The Florida Times-Union on government’s role in health insurance:

The big debate over health insurance involves government’s role.

The purest government-run health insurance involves the military. The Veterans Affairs is entirely government-run.

Then there is the blend of government and private medical services through Medicare, Medicaid and TriCare.

What about the health insurance we receive through our employers?

Actually, the government has a $250 billion stake in the health insurance we receive from our employers through tax credits.

That’s the federal government’s third largest health expenditure behind Medicare and Medicaid.

Everyone who receives health insurance at work benefits from this, including members of Congress, reports The New York Times.

This tax credit, hidden from most employees, contributes to the high cost of health care.

Cost often is not a factor to either the patient or the physician because it is wrapped into an insurance package. Even if an employee wanted to shop for prices for health care, the system makes it difficult.

So the system provided incentives for employees to use more health care than if the money were coming directly out of their pockets.

The connection between those tax credits and wages is real. In recent years as costs of health care surged, employers traded health benefits for wages.

Yet the value of those tax credits is not included as income for purposes of payroll or income taxes. That’s a subsidy.

The tax exclusion reduced the cost of health insurance by about 30 percent, reports the Kaiser Family Foundation, a huge benefit for people with a job that includes health insurance.
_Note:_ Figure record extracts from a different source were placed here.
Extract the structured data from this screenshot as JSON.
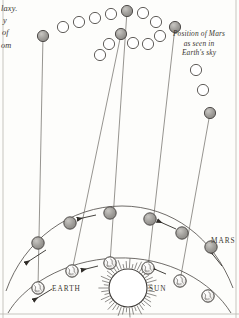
{
  "figure": {
    "kind": "retrograde-motion-diagram",
    "left_caption_fragments": [
      "laxy.",
      "y",
      "of",
      "om"
    ],
    "sky_note": [
      "Position of Mars",
      "as seen in",
      "Earth's sky"
    ],
    "labels": {
      "earth": "Earth",
      "sun": "Sun",
      "mars": "Mars"
    },
    "colors": {
      "ink": "#3a3630",
      "mars_sphere": "#9c9a96",
      "mars_sphere_edge": "#4a4744",
      "open_circle_edge": "#4f4c48",
      "sightline": "#6e6b66",
      "orbit": "#55524e",
      "paper": "#fdfdfb"
    },
    "sky_positions": [
      {
        "x": 63,
        "y": 27,
        "filled": false
      },
      {
        "x": 79,
        "y": 22,
        "filled": false
      },
      {
        "x": 95,
        "y": 18,
        "filled": false
      },
      {
        "x": 111,
        "y": 14,
        "filled": false
      },
      {
        "x": 127,
        "y": 11,
        "filled": true
      },
      {
        "x": 143,
        "y": 13,
        "filled": false
      },
      {
        "x": 156,
        "y": 22,
        "filled": false
      },
      {
        "x": 160,
        "y": 36,
        "filled": false
      },
      {
        "x": 148,
        "y": 44,
        "filled": false
      },
      {
        "x": 133,
        "y": 43,
        "filled": false
      },
      {
        "x": 121,
        "y": 34,
        "filled": true
      },
      {
        "x": 109,
        "y": 44,
        "filled": false
      },
      {
        "x": 100,
        "y": 55,
        "filled": false
      },
      {
        "x": 175,
        "y": 27,
        "filled": true
      },
      {
        "x": 196,
        "y": 70,
        "filled": false
      },
      {
        "x": 203,
        "y": 90,
        "filled": false
      },
      {
        "x": 210,
        "y": 113,
        "filled": true
      },
      {
        "x": 43,
        "y": 36,
        "filled": true
      }
    ],
    "mars_orbit_bodies": [
      {
        "x": 38,
        "y": 243
      },
      {
        "x": 70,
        "y": 223
      },
      {
        "x": 110,
        "y": 213
      },
      {
        "x": 150,
        "y": 219
      },
      {
        "x": 182,
        "y": 233
      },
      {
        "x": 211,
        "y": 247
      }
    ],
    "earth_orbit_bodies": [
      {
        "x": 38,
        "y": 288
      },
      {
        "x": 72,
        "y": 271
      },
      {
        "x": 110,
        "y": 263
      },
      {
        "x": 148,
        "y": 268
      },
      {
        "x": 180,
        "y": 281
      },
      {
        "x": 208,
        "y": 296
      }
    ],
    "sightlines": [
      {
        "x1": 38,
        "y1": 288,
        "x2": 43,
        "y2": 36
      },
      {
        "x1": 72,
        "y1": 271,
        "x2": 121,
        "y2": 34
      },
      {
        "x1": 110,
        "y1": 263,
        "x2": 127,
        "y2": 11
      },
      {
        "x1": 148,
        "y1": 268,
        "x2": 175,
        "y2": 27
      },
      {
        "x1": 180,
        "y1": 281,
        "x2": 210,
        "y2": 113
      }
    ],
    "sun": {
      "x": 128,
      "y": 288,
      "r": 19,
      "ray_count": 46
    }
  }
}
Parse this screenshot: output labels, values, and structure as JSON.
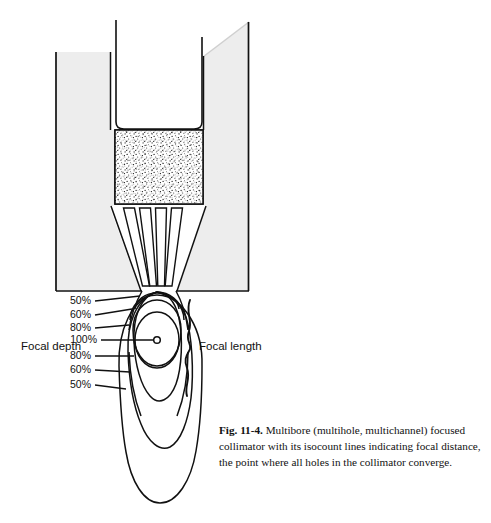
{
  "figure": {
    "number": "Fig. 11-4.",
    "caption_body": "Multibore (multihole, multichannel) focused collimator with its isocount lines indicating focal distance, the point where all holes in the collimator converge.",
    "colors": {
      "housing_fill": "#ededed",
      "outline": "#111111",
      "page_background": "#ffffff",
      "crystal_fill": "#ffffff",
      "text": "#111111"
    },
    "labels": {
      "focal_depth": "Focal depth",
      "focal_length": "Focal length"
    },
    "isocount_labels": [
      {
        "value": "50%",
        "position": "upper"
      },
      {
        "value": "60%",
        "position": "upper"
      },
      {
        "value": "80%",
        "position": "upper"
      },
      {
        "value": "100%",
        "position": "focal-point"
      },
      {
        "value": "80%",
        "position": "lower"
      },
      {
        "value": "60%",
        "position": "lower"
      },
      {
        "value": "50%",
        "position": "lower"
      }
    ],
    "parts": {
      "housing": "collimator-housing",
      "crystal": "scintillation-crystal",
      "bore_channels": "converging-bore-channels",
      "focal_point": "focal-point-marker",
      "isocount_field": "isocount-contour-field",
      "focal_length_brace": "focal-length-brace"
    }
  }
}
The health care market often works against consumers.

A prime example is the difficulties involving generic prescription drugs.

Once a drug loses its patent protection, it goes into the generic market where prices should drop substantially.

Last year consumers saved $253 billion on generics, reports The Wall Street Journal.

Still sometimes the system is abused - and sometimes it simply doesn’t work the way it’s supposed to.

Once the profit potential has declined, it sometimes takes a while to bring generic versions to market.

When just one generic drug is on the market, consumers save just 6 percent. But when three generics are available, consumers save 56 percent, according to an analysis done by the Food and Drug Administration.

Under President Donald Trump’s administration, the FDA is trying to speed up the generic market. The FDA will expedite the approval process for new generics, a good move for consumers.

The cost of Medicaid has been vilified, especially in Florida. Actually, the program is a low-cost model with reimbursements so low that many physicians decline to accept it.

According to an article in the New England Journal of Medicine:

. Medicaid costs about 22 percent less than private insurance when adjusted for risk.

. Per capita spending for Medicaid has grown more slowly than either Medicare or commercial insurance.

In Republican-dominated states like Ohio and Indiana, there are work incentives and patient co-pays.

In Florida, Duval and neighboring counties were the first to have Medicaid turned into a managed care model.

If this were really handled like insurance, consumers would receive government help to create health savings accounts to be used for most routine expenses along with catastrophic insurance for major procedures.

The plan proposed by the Republicans is different but no better than Obamacare.

Better off: The young, people with higher incomes or consumers in low-cost areas.

Worse off: Older people with low incomes or who live in high-cost areas.

Here is one example from a Congressional Budget Office report: A low-income elderly consumer would see premiums rise from $1,700 to $13,600.

In contrast, a 21-year-old would see premiums decrease from $5,100 to $1,250.

In much of the nation, the pursuit of happiness is like a nightmare.

Opioid addiction diagnoses are up nearly 500 percent in the last seven years, reports the Blue Cross Blue Shield Association.

This is based on an analysis of claims of 30 million people from 2010 to 2016.

The amount of prescription opioids sold in the U.S. increased fourfold since 1999 even though there has been no change in the amount of pain reported by Americans.

But the number of deaths from opioids increased fourfold as well.

“An epidemic of deaths of despair” is the way the Guardian described it.

Mortality rates have been rising for one group: middle-aged whites without college degrees. In short, Trump voters.

Families that once could have a decent living without a college degree are now forced into several low-wage jobs without health insurance.

The result: suicide, overdoses and substance abuse.

This is a shocking outlier since mortality rates have been falling elsewhere in the U.S. and in other developed nations.

A study by two Princeton economists shows a “gradual collapse” of the white working class. Its health - both mental and physical - has declined along with the disappearance of good jobs.

And the current opioid epidemic is only making things worse.

“For many Americans, America is starting to fail as a country,” said James Smith of the RAND Corp.

This should not be a partisan issue.